Biss brings Beethoven sonatas to Symphony Hall

Recital series will span two seasons and encompass 32 compositions
Pianist Jonathan Biss will perform Feb. 28 at Symphony Hall in the first of a series of recitals. Contributed by Benjamin Ealovega

Pianist Jonathan Biss will perform Feb. 28 at Symphony Hall in the first of a series of recitals. Contributed by Benjamin Ealovega

It's understandable if Jonathan Biss becomes known as "the Beethoven guy."

The 37-year-old pianist has made a name for himself by performing and recording Beethoven’s 32 piano sonatas, solo pieces that span Beethoven’s entire compositional career. Biss is in the midst of a multi-year performance series of the full cycle at the Ravinia Festival in Chicago. He ends his three-year presentation of the sonatas at the Aspen Music Festival and School in August. In addition to his recital schedule, he is nearly finished with a nine-disc recording project of the compositions that commenced in 2011.

Now he's bringing his sonata show to Atlanta, part of the Atlanta Symphony Orchestra's two-year celebration of Beethoven and Leonard Bernstein.

Biss will perform the first of a series of special Wednesday night piano recitals Feb. 28 at Symphony Hall. The nearly 200 on-stage tickets reserved for Biss’ performances this season — he will return in April and May — sold out through subscription renewals, but floor seats were still available at press time. Biss will end his seven-recital run, encompassing the totality of Beethoven’s sonatas, with four concerts next season.

Biss will open the February concert with the first Beethoven sonata, Opus 2 in F minor, but from there he prizes musical variation over chronology. The pianist said performing the pieces over a year and a half doesn’t lend itself to a strict, orderly recitation. But the final recital next season will end with Beethoven’s last solo piano composition, and Biss isn’t dipping into the late-period sonatas early on in the recital series.

“The main thing for me about the Beethoven sonatas as a body of music is the variety in them,” Biss said. “The character from one piece to the next to the next is wildly different.”

The pianist came to the sonatas early on, attracted to Beethoven’s musical intensity. He was intrigued by the fact that Beethoven rarely repeated music across the entire sonata cycle. Above all else, he said, the structure of the sonatas keeps listeners engaged in the music.

“He keeps you in suspense as to how the music will unfold at any given time. He’s constantly setting up one expectation and subverting it the next moment,” he said. “The ‘Apassionata’ sonata was a piece that was my whole world when I was 12 and 13. Some of these sonatas really are the reason I am a musician.”

The 32 piano sonatas give audiences a real feel for who Beethoven was as a composer, said Evans Mirageas, the orchestra’s vice president of artistic planning.

“Our job and joy is to present orchestra music,” he said. “But to get the real litmus test for Beethoven, it’s his piano sonatas.”

In the past year, Georgia classical music listeners have been exposed to quite a bit of Beethoven. In addition to the ASO's ongoing Beethoven extravaganza, the Savannah Music Festival recently unfurled a Beethoven sonata spectacular of its own.

In 2017, Rob Gibson, the festival’s executive and artistic director, brought pianist Stewart Goodyear to Savannah to perform the entire cycle in a single day. Savannah audiences heard a nearly chronological interpretation of the solo piano pieces, in three large concerts.

“Of all the musical genres, the piano sonata is the only one that Beethoven worked on more or less consistently throughout his life,” said Gibson. “The sonatas reveal to us the story of Beethoven’s musical genius.”

The composer never intended to share this genius, in piano sonata form, with a wider audience. Owing to the performance standards of the day, Beethoven knew he would never hear them in public.

“There were no piano recitals in the age of Beethoven,” Biss said. “These were pieces that were not going to get performed. He was kind of free to make them as difficult and as adventurous and as unexpected as possible.”

While the musical language is similar, Biss points out that the sonatas differ greatly from Beethoven’s orchestral compositions like the piano concertos. The five symphonic piano pieces, which Jorge Federico Osorio recently performed with the ASO, were intended to be publicly played.

“He needed people to be impressed by them,” Biss said.

Biss’ ultimate goal is to perform the entire sonata cycle in one season, a plan he should achieve in 2020 after the release of his final two sonata recordings. For now, he’s happy to introduce audiences to the sonatas in smaller recitals spread across multiple seasons, finding new sources of inspiration in the music along the way.

“I’ll never be done with the sonatas. I’m sure after [the recording project] I might take a break because there are areas of the repertoire that I’ve had to ignore while I’m so immersed in Beethoven,” he said. “But these are pieces that are going to be lifelong companions.”


CONCERT PREVIEW

Jonathan Biss plays Beethoven sonatas. 8 p.m. Feb. 28, April 4, May 30. $50. Symphony Hall, 1280 Peachtree St. NE., Atlanta. 404-733-5000, www.atlantasymphony.org.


* YOUR INSTRUCTIONS *
Search the entries below for "social" and copy each matching line.

* DATASET *
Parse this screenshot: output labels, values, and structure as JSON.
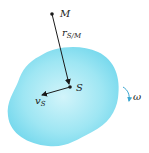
{
  "diagram": {
    "type": "rigid-body-kinematics",
    "points": {
      "M": {
        "label": "M",
        "x": 52,
        "y": 14
      },
      "S": {
        "label": "S",
        "x": 70,
        "y": 87
      }
    },
    "vectors": {
      "r": {
        "label_main": "r",
        "label_sub": "S/M",
        "from": "M",
        "to": "S"
      },
      "v": {
        "label_main": "v",
        "label_sub": "S",
        "from": "S",
        "to_x": 40,
        "to_y": 95
      }
    },
    "rotation": {
      "label": "ω",
      "direction": "clockwise"
    },
    "colors": {
      "body_fill": "#7fdcee",
      "body_fill_center": "#c9f1f8",
      "vector": "#1a1a1a",
      "omega_arrow": "#3aa6d0"
    }
  }
}
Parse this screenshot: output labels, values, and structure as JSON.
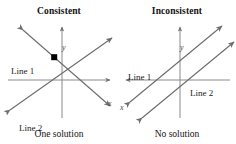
{
  "figure": {
    "width": 236,
    "height": 144,
    "background": "#ffffff",
    "stroke_color": "#5f5f5f",
    "axis_color": "#6e6e6e",
    "point_color": "#000000"
  },
  "panels": [
    {
      "id": "consistent",
      "title": "Consistent",
      "caption": "One solution",
      "axis": {
        "x_label": "x",
        "y_label": "y"
      },
      "lines": [
        {
          "label": "Line 1",
          "slope": "negative"
        },
        {
          "label": "Line 2",
          "slope": "positive"
        }
      ],
      "intersection": {
        "visible": true,
        "marker": "filled-square"
      }
    },
    {
      "id": "inconsistent",
      "title": "Inconsistent",
      "caption": "No solution",
      "axis": {
        "x_label": "x",
        "y_label": "y"
      },
      "lines": [
        {
          "label": "Line 1",
          "slope": "positive"
        },
        {
          "label": "Line 2",
          "slope": "positive"
        }
      ],
      "intersection": {
        "visible": false,
        "marker": "none"
      }
    }
  ]
}
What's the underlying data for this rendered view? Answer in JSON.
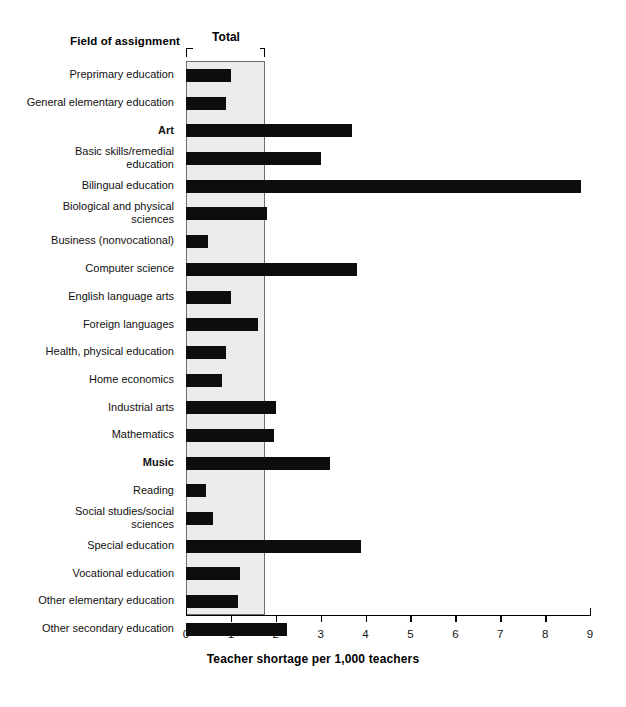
{
  "header": {
    "field_header": "Field of assignment",
    "total_label": "Total"
  },
  "axis": {
    "x_title": "Teacher shortage per 1,000 teachers",
    "ticks": [
      "0",
      "1",
      "2",
      "3",
      "4",
      "5",
      "6",
      "7",
      "8",
      "9"
    ]
  },
  "chart_data": {
    "type": "bar",
    "orientation": "horizontal",
    "title": "",
    "xlabel": "Teacher shortage per 1,000 teachers",
    "ylabel": "Field of assignment",
    "xlim": [
      0,
      9
    ],
    "xticks": [
      0,
      1,
      2,
      3,
      4,
      5,
      6,
      7,
      8,
      9
    ],
    "grid": false,
    "legend": null,
    "total_reference": 1.74,
    "total_band_label": "Total",
    "categories": [
      "Preprimary education",
      "General elementary education",
      "Art",
      "Basic skills/remedial\neducation",
      "Bilingual education",
      "Biological and physical\nsciences",
      "Business (nonvocational)",
      "Computer science",
      "English language arts",
      "Foreign languages",
      "Health, physical education",
      "Home economics",
      "Industrial arts",
      "Mathematics",
      "Music",
      "Reading",
      "Social studies/social\nsciences",
      "Special education",
      "Vocational education",
      "Other elementary education",
      "Other secondary education"
    ],
    "values": [
      1.0,
      0.9,
      3.7,
      3.0,
      8.8,
      1.8,
      0.5,
      3.8,
      1.0,
      1.6,
      0.9,
      0.8,
      2.0,
      1.95,
      3.2,
      0.45,
      0.6,
      3.9,
      1.2,
      1.15,
      2.25
    ],
    "emphasized_categories": [
      "Art",
      "Music"
    ],
    "bar_color": "#0d0d0d",
    "band_color": "#ececec"
  },
  "rows": [
    {
      "label": "Preprimary education",
      "value": 1.0,
      "bold": false,
      "two_line": false
    },
    {
      "label": "General elementary education",
      "value": 0.9,
      "bold": false,
      "two_line": false
    },
    {
      "label": "Art",
      "value": 3.7,
      "bold": true,
      "two_line": false
    },
    {
      "label": "Basic skills/remedial\neducation",
      "value": 3.0,
      "bold": false,
      "two_line": true
    },
    {
      "label": "Bilingual education",
      "value": 8.8,
      "bold": false,
      "two_line": false
    },
    {
      "label": "Biological and physical\nsciences",
      "value": 1.8,
      "bold": false,
      "two_line": true
    },
    {
      "label": "Business (nonvocational)",
      "value": 0.5,
      "bold": false,
      "two_line": false
    },
    {
      "label": "Computer science",
      "value": 3.8,
      "bold": false,
      "two_line": false
    },
    {
      "label": "English language arts",
      "value": 1.0,
      "bold": false,
      "two_line": false
    },
    {
      "label": "Foreign languages",
      "value": 1.6,
      "bold": false,
      "two_line": false
    },
    {
      "label": "Health, physical education",
      "value": 0.9,
      "bold": false,
      "two_line": false
    },
    {
      "label": "Home economics",
      "value": 0.8,
      "bold": false,
      "two_line": false
    },
    {
      "label": "Industrial arts",
      "value": 2.0,
      "bold": false,
      "two_line": false
    },
    {
      "label": "Mathematics",
      "value": 1.95,
      "bold": false,
      "two_line": false
    },
    {
      "label": "Music",
      "value": 3.2,
      "bold": true,
      "two_line": false
    },
    {
      "label": "Reading",
      "value": 0.45,
      "bold": false,
      "two_line": false
    },
    {
      "label": "Social studies/social\nsciences",
      "value": 0.6,
      "bold": false,
      "two_line": true
    },
    {
      "label": "Special education",
      "value": 3.9,
      "bold": false,
      "two_line": false
    },
    {
      "label": "Vocational education",
      "value": 1.2,
      "bold": false,
      "two_line": false
    },
    {
      "label": "Other elementary education",
      "value": 1.15,
      "bold": false,
      "two_line": false
    },
    {
      "label": "Other secondary education",
      "value": 2.25,
      "bold": false,
      "two_line": false
    }
  ]
}
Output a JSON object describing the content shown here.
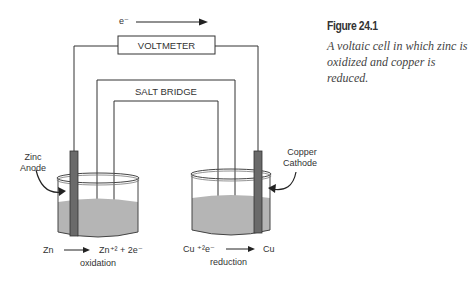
{
  "figure": {
    "title": "Figure 24.1",
    "caption": "A voltaic cell in which zinc is oxidized and copper is reduced."
  },
  "diagram": {
    "electron_label": "e⁻",
    "voltmeter_label": "VOLTMETER",
    "salt_bridge_label": "SALT BRIDGE",
    "anode_label_1": "Zinc",
    "anode_label_2": "Anode",
    "cathode_label_1": "Copper",
    "cathode_label_2": "Cathode",
    "left_reaction_reactant": "Zn",
    "left_reaction_product": "Zn⁺² + 2e⁻",
    "left_reaction_type": "oxidation",
    "right_reaction_reactant": "Cu ⁺²e⁻",
    "right_reaction_product": "Cu",
    "right_reaction_type": "reduction"
  },
  "colors": {
    "liquid": "#b0b0b0",
    "rod": "#6a6a6a",
    "line": "#333333"
  }
}
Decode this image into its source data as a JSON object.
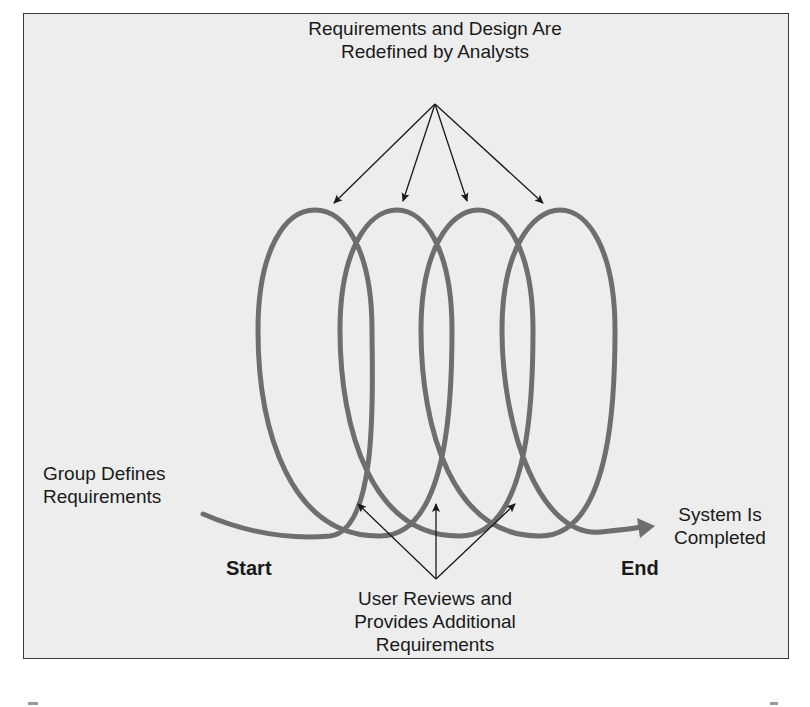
{
  "diagram": {
    "labels": {
      "top": [
        "Requirements and Design Are",
        "Redefined by Analysts"
      ],
      "left": [
        "Group Defines",
        "Requirements"
      ],
      "right": [
        "System Is",
        "Completed"
      ],
      "bottom": [
        "User Reviews and",
        "Provides Additional",
        "Requirements"
      ],
      "start": "Start",
      "end": "End"
    },
    "loop_count": 4,
    "colors": {
      "background": "#ededed",
      "loop": "#6e6e6e",
      "arrow": "#1a1a1a",
      "border": "#3a3a3a"
    }
  }
}
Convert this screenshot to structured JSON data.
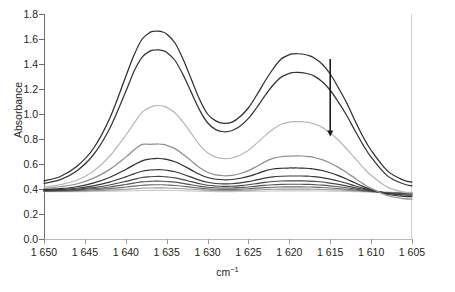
{
  "chart_data": {
    "type": "line",
    "title": "",
    "xlabel": "cm−1",
    "ylabel": "Absorbance",
    "xlim": [
      1650,
      1605
    ],
    "ylim": [
      0.0,
      1.8
    ],
    "x_reversed": true,
    "grid": false,
    "legend": null,
    "x_ticks": [
      1650,
      1645,
      1640,
      1635,
      1630,
      1625,
      1620,
      1615,
      1610,
      1605
    ],
    "x_tick_labels": [
      "1 650",
      "1 645",
      "1 640",
      "1 635",
      "1 630",
      "1 625",
      "1 620",
      "1 615",
      "1 610",
      "1 605"
    ],
    "y_ticks": [
      0.0,
      0.2,
      0.4,
      0.6,
      0.8,
      1.0,
      1.2,
      1.4,
      1.6,
      1.8
    ],
    "y_tick_labels": [
      "0.0",
      "0.2",
      "0.4",
      "0.6",
      "0.8",
      "1.0",
      "1.2",
      "1.4",
      "1.6",
      "1.8"
    ],
    "peak1_cm": 1636,
    "peak2_cm": 1618.5,
    "annotations": [
      {
        "name": "decreasing-arrow",
        "kind": "arrow",
        "x_cm": 1615.0,
        "y_from": 1.44,
        "y_to": 0.82,
        "direction": "down",
        "color": "#1a1a1a"
      }
    ],
    "x": [
      1650,
      1648,
      1646,
      1644,
      1642,
      1640,
      1639,
      1638,
      1637,
      1636.5,
      1636,
      1635.5,
      1635,
      1634,
      1633,
      1632,
      1631,
      1630,
      1629,
      1628,
      1627,
      1626,
      1625,
      1624,
      1623,
      1622,
      1621,
      1620,
      1619.5,
      1619,
      1618.5,
      1618,
      1617.5,
      1617,
      1616,
      1615,
      1614,
      1613,
      1612,
      1611,
      1610,
      1608,
      1606,
      1605
    ],
    "series": [
      {
        "name": "spectrum-1",
        "color": "#2e2e2e",
        "width": 1.25,
        "values": [
          0.465,
          0.5,
          0.58,
          0.72,
          0.96,
          1.3,
          1.47,
          1.6,
          1.655,
          1.662,
          1.663,
          1.656,
          1.64,
          1.57,
          1.44,
          1.28,
          1.12,
          1.0,
          0.945,
          0.925,
          0.935,
          0.98,
          1.05,
          1.15,
          1.26,
          1.36,
          1.44,
          1.475,
          1.481,
          1.482,
          1.48,
          1.474,
          1.465,
          1.45,
          1.4,
          1.32,
          1.21,
          1.09,
          0.95,
          0.82,
          0.71,
          0.545,
          0.47,
          0.455
        ]
      },
      {
        "name": "spectrum-2",
        "color": "#353535",
        "width": 1.25,
        "values": [
          0.445,
          0.475,
          0.545,
          0.67,
          0.88,
          1.18,
          1.34,
          1.455,
          1.505,
          1.512,
          1.513,
          1.507,
          1.493,
          1.43,
          1.315,
          1.175,
          1.035,
          0.93,
          0.875,
          0.858,
          0.868,
          0.905,
          0.965,
          1.05,
          1.145,
          1.23,
          1.295,
          1.325,
          1.332,
          1.333,
          1.331,
          1.326,
          1.318,
          1.305,
          1.26,
          1.19,
          1.095,
          0.99,
          0.87,
          0.755,
          0.655,
          0.505,
          0.44,
          0.425
        ]
      },
      {
        "name": "spectrum-3",
        "color": "#b8b8b8",
        "width": 1.25,
        "values": [
          0.415,
          0.435,
          0.47,
          0.54,
          0.66,
          0.83,
          0.925,
          1.015,
          1.055,
          1.066,
          1.068,
          1.064,
          1.053,
          1.01,
          0.935,
          0.845,
          0.755,
          0.69,
          0.655,
          0.643,
          0.648,
          0.672,
          0.71,
          0.765,
          0.825,
          0.878,
          0.918,
          0.935,
          0.939,
          0.94,
          0.939,
          0.936,
          0.931,
          0.922,
          0.893,
          0.848,
          0.79,
          0.722,
          0.648,
          0.575,
          0.51,
          0.415,
          0.375,
          0.368
        ]
      },
      {
        "name": "spectrum-4",
        "color": "#8f8f8f",
        "width": 1.25,
        "values": [
          0.405,
          0.418,
          0.44,
          0.485,
          0.555,
          0.655,
          0.712,
          0.757,
          0.757,
          0.759,
          0.76,
          0.757,
          0.75,
          0.723,
          0.678,
          0.625,
          0.572,
          0.534,
          0.513,
          0.506,
          0.509,
          0.524,
          0.547,
          0.58,
          0.617,
          0.645,
          0.658,
          0.663,
          0.664,
          0.665,
          0.664,
          0.662,
          0.659,
          0.653,
          0.635,
          0.608,
          0.573,
          0.532,
          0.487,
          0.443,
          0.405,
          0.348,
          0.323,
          0.318
        ]
      },
      {
        "name": "spectrum-5",
        "color": "#2f2f2f",
        "width": 1.25,
        "values": [
          0.395,
          0.403,
          0.418,
          0.447,
          0.492,
          0.556,
          0.593,
          0.625,
          0.64,
          0.643,
          0.644,
          0.642,
          0.637,
          0.618,
          0.588,
          0.553,
          0.518,
          0.492,
          0.478,
          0.474,
          0.476,
          0.486,
          0.501,
          0.522,
          0.545,
          0.56,
          0.566,
          0.568,
          0.568,
          0.568,
          0.567,
          0.566,
          0.564,
          0.56,
          0.548,
          0.53,
          0.507,
          0.48,
          0.45,
          0.421,
          0.396,
          0.358,
          0.341,
          0.338
        ]
      },
      {
        "name": "spectrum-6",
        "color": "#3a3a3a",
        "width": 1.2,
        "values": [
          0.39,
          0.396,
          0.406,
          0.425,
          0.455,
          0.497,
          0.521,
          0.542,
          0.552,
          0.554,
          0.555,
          0.554,
          0.55,
          0.538,
          0.518,
          0.495,
          0.471,
          0.454,
          0.444,
          0.441,
          0.442,
          0.449,
          0.459,
          0.473,
          0.487,
          0.497,
          0.502,
          0.504,
          0.504,
          0.504,
          0.504,
          0.503,
          0.502,
          0.499,
          0.491,
          0.479,
          0.464,
          0.446,
          0.426,
          0.407,
          0.39,
          0.364,
          0.352,
          0.35
        ]
      },
      {
        "name": "spectrum-7",
        "color": "#474747",
        "width": 1.2,
        "values": [
          0.387,
          0.391,
          0.398,
          0.411,
          0.432,
          0.461,
          0.477,
          0.492,
          0.498,
          0.5,
          0.501,
          0.5,
          0.497,
          0.489,
          0.475,
          0.459,
          0.443,
          0.43,
          0.424,
          0.421,
          0.422,
          0.427,
          0.434,
          0.443,
          0.453,
          0.46,
          0.464,
          0.465,
          0.465,
          0.465,
          0.465,
          0.464,
          0.463,
          0.461,
          0.456,
          0.447,
          0.437,
          0.425,
          0.411,
          0.398,
          0.386,
          0.368,
          0.36,
          0.358
        ]
      },
      {
        "name": "spectrum-8",
        "color": "#565656",
        "width": 1.15,
        "values": [
          0.385,
          0.388,
          0.393,
          0.402,
          0.416,
          0.436,
          0.447,
          0.457,
          0.461,
          0.463,
          0.463,
          0.462,
          0.46,
          0.455,
          0.445,
          0.434,
          0.423,
          0.414,
          0.41,
          0.408,
          0.408,
          0.412,
          0.416,
          0.423,
          0.429,
          0.434,
          0.437,
          0.438,
          0.438,
          0.438,
          0.438,
          0.437,
          0.437,
          0.435,
          0.431,
          0.425,
          0.418,
          0.41,
          0.4,
          0.39,
          0.382,
          0.369,
          0.363,
          0.362
        ]
      },
      {
        "name": "spectrum-9",
        "color": "#6c6c6c",
        "width": 1.15,
        "values": [
          0.383,
          0.385,
          0.388,
          0.394,
          0.403,
          0.416,
          0.423,
          0.43,
          0.433,
          0.434,
          0.434,
          0.434,
          0.432,
          0.428,
          0.422,
          0.415,
          0.407,
          0.401,
          0.398,
          0.397,
          0.397,
          0.399,
          0.402,
          0.407,
          0.411,
          0.414,
          0.416,
          0.417,
          0.417,
          0.417,
          0.417,
          0.416,
          0.416,
          0.415,
          0.412,
          0.408,
          0.403,
          0.398,
          0.392,
          0.385,
          0.379,
          0.37,
          0.366,
          0.365
        ]
      },
      {
        "name": "spectrum-10",
        "color": "#9a9a9a",
        "width": 1.1,
        "values": [
          0.38,
          0.381,
          0.383,
          0.386,
          0.391,
          0.398,
          0.402,
          0.406,
          0.408,
          0.409,
          0.409,
          0.409,
          0.408,
          0.405,
          0.402,
          0.398,
          0.394,
          0.39,
          0.388,
          0.387,
          0.387,
          0.389,
          0.391,
          0.393,
          0.396,
          0.398,
          0.399,
          0.399,
          0.399,
          0.399,
          0.399,
          0.399,
          0.399,
          0.398,
          0.396,
          0.394,
          0.392,
          0.389,
          0.385,
          0.382,
          0.378,
          0.373,
          0.37,
          0.37
        ]
      },
      {
        "name": "spectrum-11",
        "color": "#c9c9c9",
        "width": 1.1,
        "values": [
          0.378,
          0.378,
          0.379,
          0.38,
          0.382,
          0.385,
          0.386,
          0.388,
          0.389,
          0.389,
          0.389,
          0.389,
          0.389,
          0.388,
          0.386,
          0.384,
          0.382,
          0.38,
          0.379,
          0.379,
          0.379,
          0.38,
          0.381,
          0.382,
          0.383,
          0.384,
          0.385,
          0.385,
          0.385,
          0.385,
          0.385,
          0.385,
          0.385,
          0.384,
          0.384,
          0.383,
          0.382,
          0.38,
          0.379,
          0.377,
          0.376,
          0.374,
          0.373,
          0.373
        ]
      }
    ]
  }
}
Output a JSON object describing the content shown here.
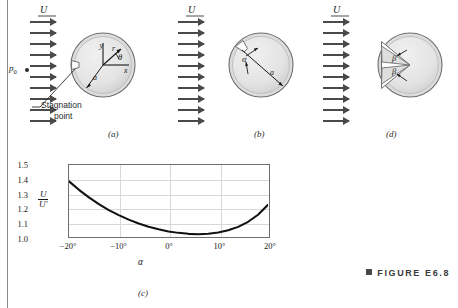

* RESULT OF THIS EXERCISE *
      "Social studies/social\nsciences",
      "label": "Social studies/social\nsciences",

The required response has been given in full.